By cosmos I mean “the universe as seen as a well-ordered whole.” It thus stands in opposition to chaos. By metaphysical I mean…well, that’s what I’m trying to figure out. Wikipedia tells me that it is one of the four main branches of philosophy, along with epistemology, ethics, and logic and “the first principles of: being or existence, identity and change, space and time, cause and effect, necessity, and possibility.” Well, OK.
Perhaps I’m thinking something like: It is through metaphysics that chaos is ordered into cosmos. I rather like that. I doubt that they’ll buy it in Philosophy 101, but then this isn’t Philosophy 101. It is rather stranger and, perhaps, more interesting.
We’ll see.
Grasping the Cosmos: Powers of Ten, Fantasia
Let’s start with the physical universe. Back in 1977 Charles and Ray Eames toured the known universe in a nine-minute film called Powers of Ten. The film starts with an aerial view of a couple sitting on a blanket in a Chicago park at the shore of Lake Michigan. The field of view measures one meter. Then we zoom out by powers of ten, 10 meters, 100 meters, 1000 meters and so forth. As we zoom out voice-over narration explains what’s we’re seeing until the field of view measures 10^24 meter (100 million light years). We zoom back, very quickly, the voice-over pointing out that some regions are empty while others are populated. Once we reach the point where we started the field of view narrows to the man’s hand, and then every smaller until, at 10^-16 we’re viewing quarks. Note that almost all of the interesting visual action is between 10^9 and 10^-9 meters. Outside that range we see dots. Read more »

Who doesn’t love a three-day weekend? If an extra day to relax isn’t good enough, the following week always seems to go quickly, making a Memorial Day, Labor Day, or a bank holiday in the UK, the gift that keeps on giving. Of course, most of us should consider ourselves lucky only to have to work a 5-day week. No law of the universe says a work week has to be 5 days. In fact, the concept of a 40-hour workweek is relatively new; it was only on June 25, 1938, Congress passed the Fair Labor Standards Act, which limited the workweek to 44 hours, and two years later, Congress amended that to 40 hours. 
In the 1960s, when I was a boy growing up on the west side of Montreal, whenever my father needed a hit of soul food — a smoked-meat sandwich, some pickled herring, or a ball of chopped liver with grivenes—he would head east (northeast, really, in my hometown’s skewed-grid street plan) to his old neighborhood on the Plateau.
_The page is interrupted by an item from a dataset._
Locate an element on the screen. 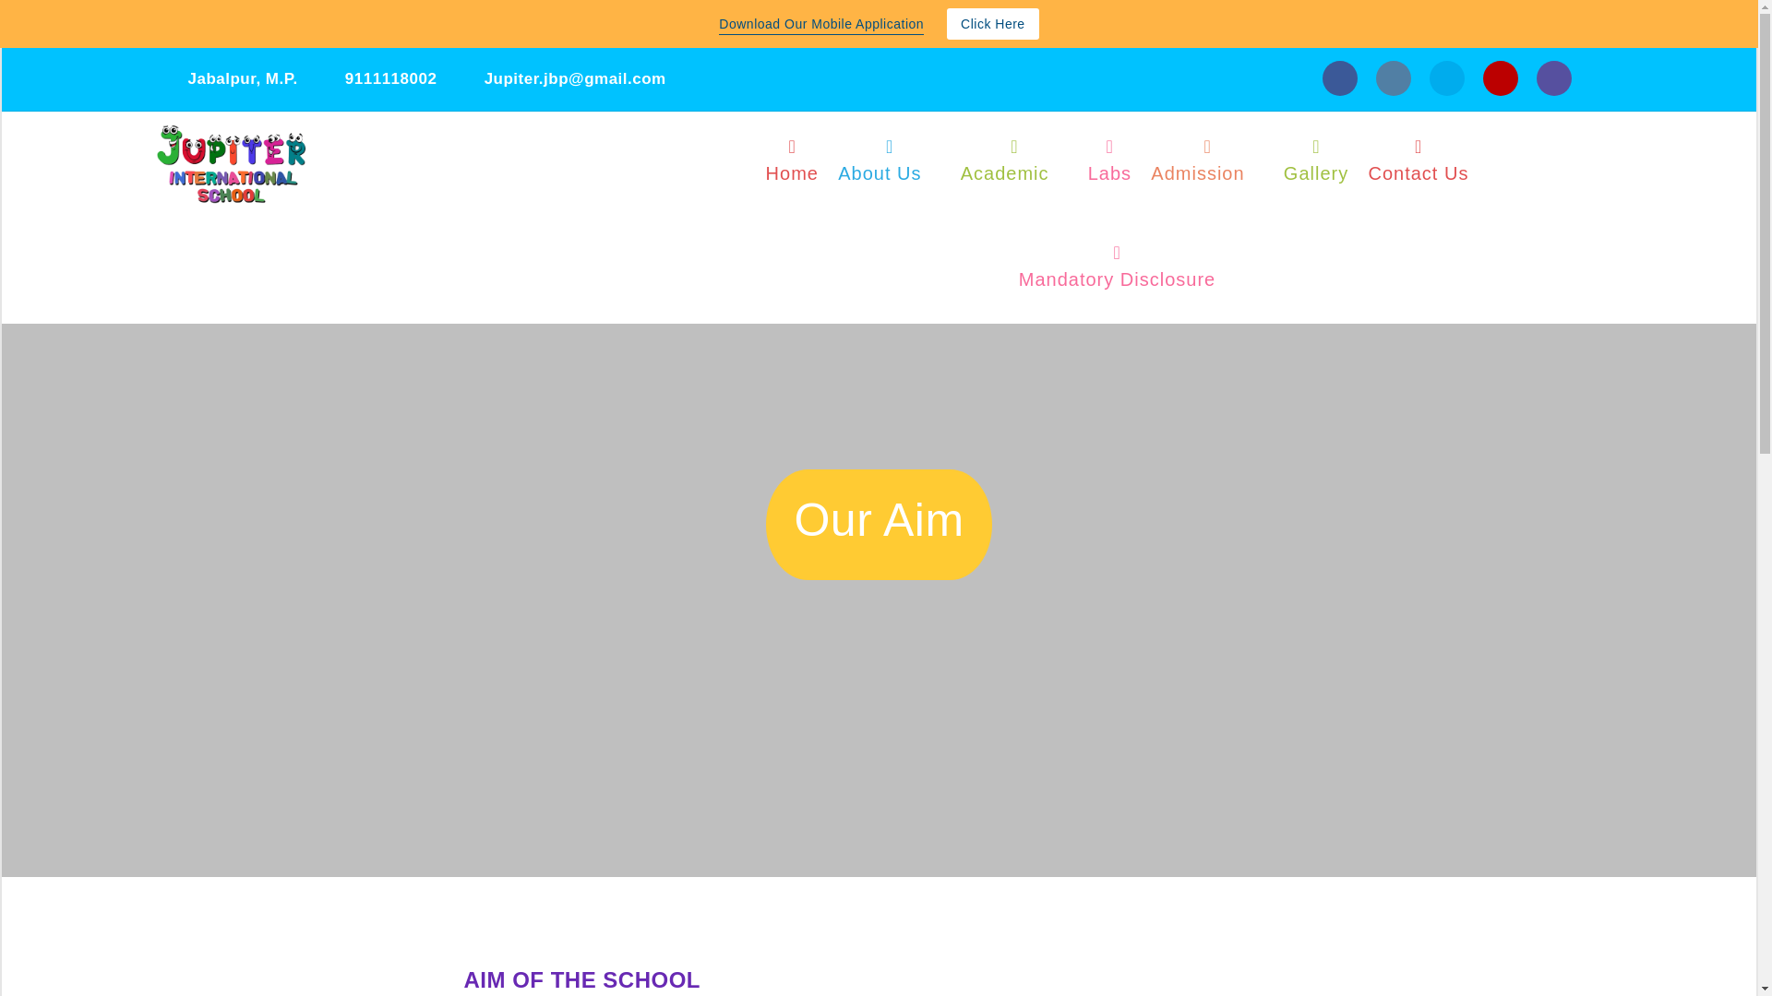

He would make for Schwartz’s, or Waldman’s, to the shops lining boulevard St.-Laurent, once known as “the Main” in memory of its service as a major artery through the Jewish part of town before the district changed hands: or rather, reverted to majority rule. On weekends my father would travel a little farther, in the direction of Mile End, to either of two places, St. Viateur Bagels and Fairmount Bagels, each located on the street from which it took its name and each, as its name candidly proposed, a baker and purveyor of bagels.

In the movies the mathematician is always a lone genius, possibly mad, and uninterested in socializing with other people. Or they are 

Zaneb Beams. Untitled, 2022.


‘Wenn möglich, bitte wenden.’
Everyone is talking about artificial intelligence. This is understandable: AI in its current capacity, which we so little understand ourselves, alternately threatens dystopia and promises utopia. We are mostly asking questions. Crucially, we are not asking so much whether the risks outweigh the rewards. That is because the relationship between the first potential and the second is laughably skewed. Most of us are already striving to thrive; whether increasingly superintelligent AI can help us do that is questionable. Whether AI can kill all humans is not.